Sherlock was crouching in the far north corner of the hall when they arrived.

"Stay for the whole meeting?" he asked without looking up.

"Just took us a bit to get out the door," John clarified with a hint of irritation. "You can't have been waiting long. Now, what would you like us to do?'

"At the moment – shut up."

It took a tight grip on Lindsay's wand arm to stifle her reaction to the directive. She was strong, but John held on, silently daring her to try anything. She'd just begun another attempt to wrench her wand free when Sherlock rose and dusted his hands.

"No hidden doorways in this entire chamber," he announced. "I've sounded each wall 15 feet up. Nothing. Not even a mouse hole. So, that leaves the question – how did it get out? One can't expect it to skulk in the shadows of a place this crowded all the time."

"So it waited till we left and climbed down," John began. "Then… what? Went out the front door? Up the stairs?"

"What if it went up, but not by way of the stairs?" Lindsay asked.

Sherlock looked slightly miffed. "Just what I thought. The scratches on the stone lead to the rafters. It's hard to see from this distance, but I believe I can make out some scratches on the beam fourth from the right. If that's the case, it could have gone along the rafters down any of these corridors."

"What good would that do it? It would still be trapped inside," Lindsay countered.

"Not necessarily," Sherlock said with no small amount of smugness.
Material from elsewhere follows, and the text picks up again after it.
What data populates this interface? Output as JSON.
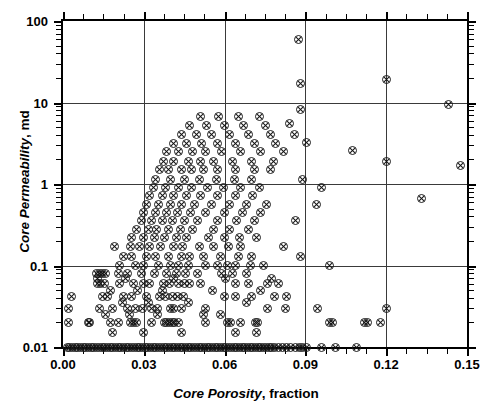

He cocked an eyebrow at Lindsay, daring her to answer. John crossed his arms and watched the two of them, wondering if either had the slightest idea how amusing they looked. Sherlock raised his chin in victory and opened his mouth.
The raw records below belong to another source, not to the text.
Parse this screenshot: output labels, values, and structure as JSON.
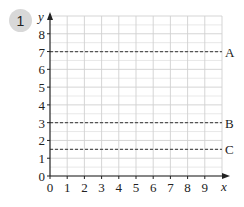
{
  "question": {
    "number": "1"
  },
  "chart_data": {
    "type": "line",
    "title": "",
    "xlabel": "x",
    "ylabel": "y",
    "xlim": [
      0,
      10
    ],
    "ylim": [
      0,
      9
    ],
    "grid": true,
    "x_ticks": [
      "0",
      "1",
      "2",
      "3",
      "4",
      "5",
      "6",
      "7",
      "8",
      "9"
    ],
    "y_ticks": [
      "0",
      "1",
      "2",
      "3",
      "4",
      "5",
      "6",
      "7",
      "8"
    ],
    "series": [
      {
        "name": "A",
        "equation": "y = 7",
        "y": 7,
        "style": "dashed"
      },
      {
        "name": "B",
        "equation": "y = 3",
        "y": 3,
        "style": "dashed"
      },
      {
        "name": "C",
        "equation": "y = 1.5",
        "y": 1.5,
        "style": "dashed"
      }
    ],
    "colors": {
      "grid": "#d0d0d0",
      "axis": "#222222",
      "lines": "#555555"
    }
  }
}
"The balistrarias," Lindsay blurted. "The balistrarias on the astronomy tower."

"Sorry, the what?" John asked before Sherlock could reply.
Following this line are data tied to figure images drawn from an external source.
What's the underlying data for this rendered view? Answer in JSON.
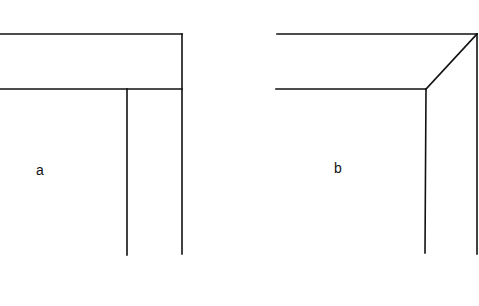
{
  "figure": {
    "panels": [
      {
        "label": "a",
        "description": "Butt joint corner: horizontal board overlapping vertical board",
        "label_pos": [
          40,
          175
        ],
        "lines": [
          [
            0,
            34,
            182,
            34
          ],
          [
            0,
            89,
            182,
            89
          ],
          [
            182,
            34,
            182,
            254
          ],
          [
            127,
            89,
            127,
            255
          ]
        ]
      },
      {
        "label": "b",
        "description": "Mitred corner: boards meeting at a 45-degree diagonal",
        "label_pos": [
          334,
          173
        ],
        "lines": [
          [
            277,
            34,
            477,
            34
          ],
          [
            276,
            89,
            426,
            89
          ],
          [
            426,
            89,
            477,
            34
          ],
          [
            426,
            89,
            424,
            253
          ],
          [
            477,
            34,
            477,
            254
          ]
        ]
      }
    ]
  }
}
"Narrow windows in the stonework, open air, originally intended for archers as battle stations," Sherlock answered rapid-fire. "If the creature can fit through them, it would be the easiest way to get in and out of the castle and avoid contact with most of us."

"Well, let's check," Lindsay said, taking off down the corridor before Sherlock had fairly finished speaking.

Sherlock responded by dashing ahead. The two of them kept pace, John tapping along behind, all the way to the spiral stone staircase that led up to the astronomy tower. Lindsay slowed at the stairs, glancing back at John. Sherlock was several stairs up before he realized he was alone.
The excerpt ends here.